Andrology. 2023 Nov 20. doi: 10.1111/andr.13559. Online ahead of print.

Abstract

Background: While the kinetics of human sperm nuclear DNA fragmentation (SDF-nDNA) following ejaculation have been described, the dynamics and relationships of mitochondrial DNA copy number per spermatozoon (mtDNAcn) and fragmentation (SDF-mtDNA) remain unexplored.

Objectives: To compare post-ejaculatory kinetics of mtDNAcn, SDF-mtDNA and SDF-nDNA, global, single-strand DNA breaks (SDF-SSBs) and double-strand DNA breaks (SDF-DSBs) in normozoospermic and non-normozoospermic samples.

Materials and methods: 28 normozoospermic and 43 non-normozoospermic ejaculates were evaluated at 0, 6, 24 and 48 h of incubation in vitro. SDF-nDNA was determined by sperm chromatin dispersion (SCD) assays. mtDNAcn and SDF-mtDNA were analysed by dPCR.

Results: SDF-nDNA-global values increased as a consequence of quadratic SDF-SSBs and linear SDF-DSBs kinetics. Non-normozoospermic samples showed a slower SDF-global rate between 6-24 h, due to lesser SSBs production. Regarding SDF-DSBs, non-normozoospermic samples exhibited a faster initial increase rate, followed by a slower final increment. The mtDNAcn median value decreased linearly, being 3.2× higher in non-normozoospermics at all time points; mtDNAcn in both cohorts reduced to half of the baseline by 48 h. mtDNAcn was identified as a risk factor for discriminating non-normozoospermia, a finding that was further strengthen when combined with SDF-Global or SDF-DSBs values. SDF-mtDNA frequencies were identical, increasing over time correspondingly in both cohorts. The mtDNA fragmentation rate was initially fast, decreasing progressively with time for both cohorts; half of the initially unfragmented copies were fragmented after 48 h. Rates of mtDNAcn loss and SDF-mtDNA increase were only marginally correlated with the rates of nuclear fragmentation.
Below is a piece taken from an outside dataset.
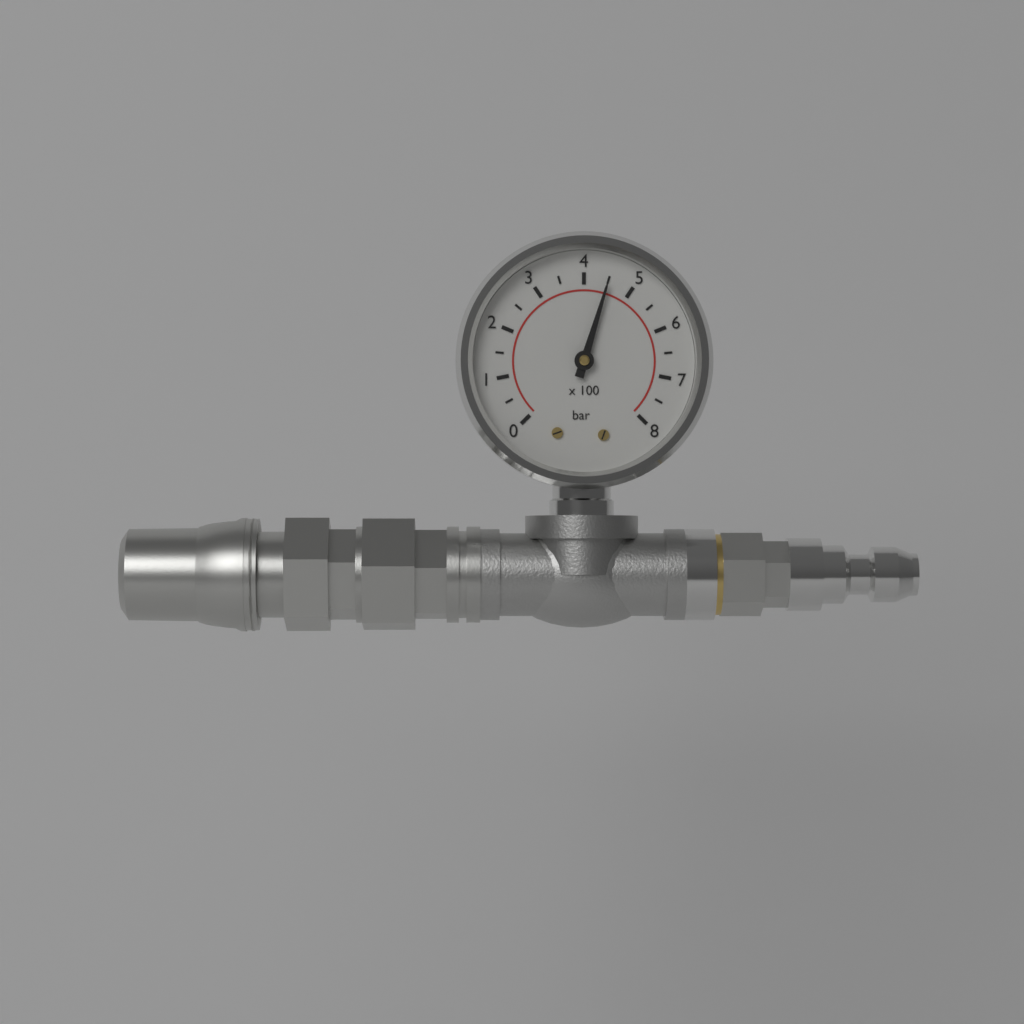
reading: 450 bar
Conclusion: mtDNA fragmentation and loss occur post ejaculation. Their dynamics are likely to be associated with different and/or uncoupled mechanisms to that which cause nuclear DNA fragmentation. Our results indicate that while mtDNA fragmentation is not influenced by the sperm quality, the number of copies of sperm mtDNAcn can potentially serve as a risk factor for predicting non-normozoospermia.

Keywords: DNA longevity; mitochondrial DNA; sperm DNA damage; sperm DNA dynamics; sperm DNA fragmentation; sperm chromatin dispersion test.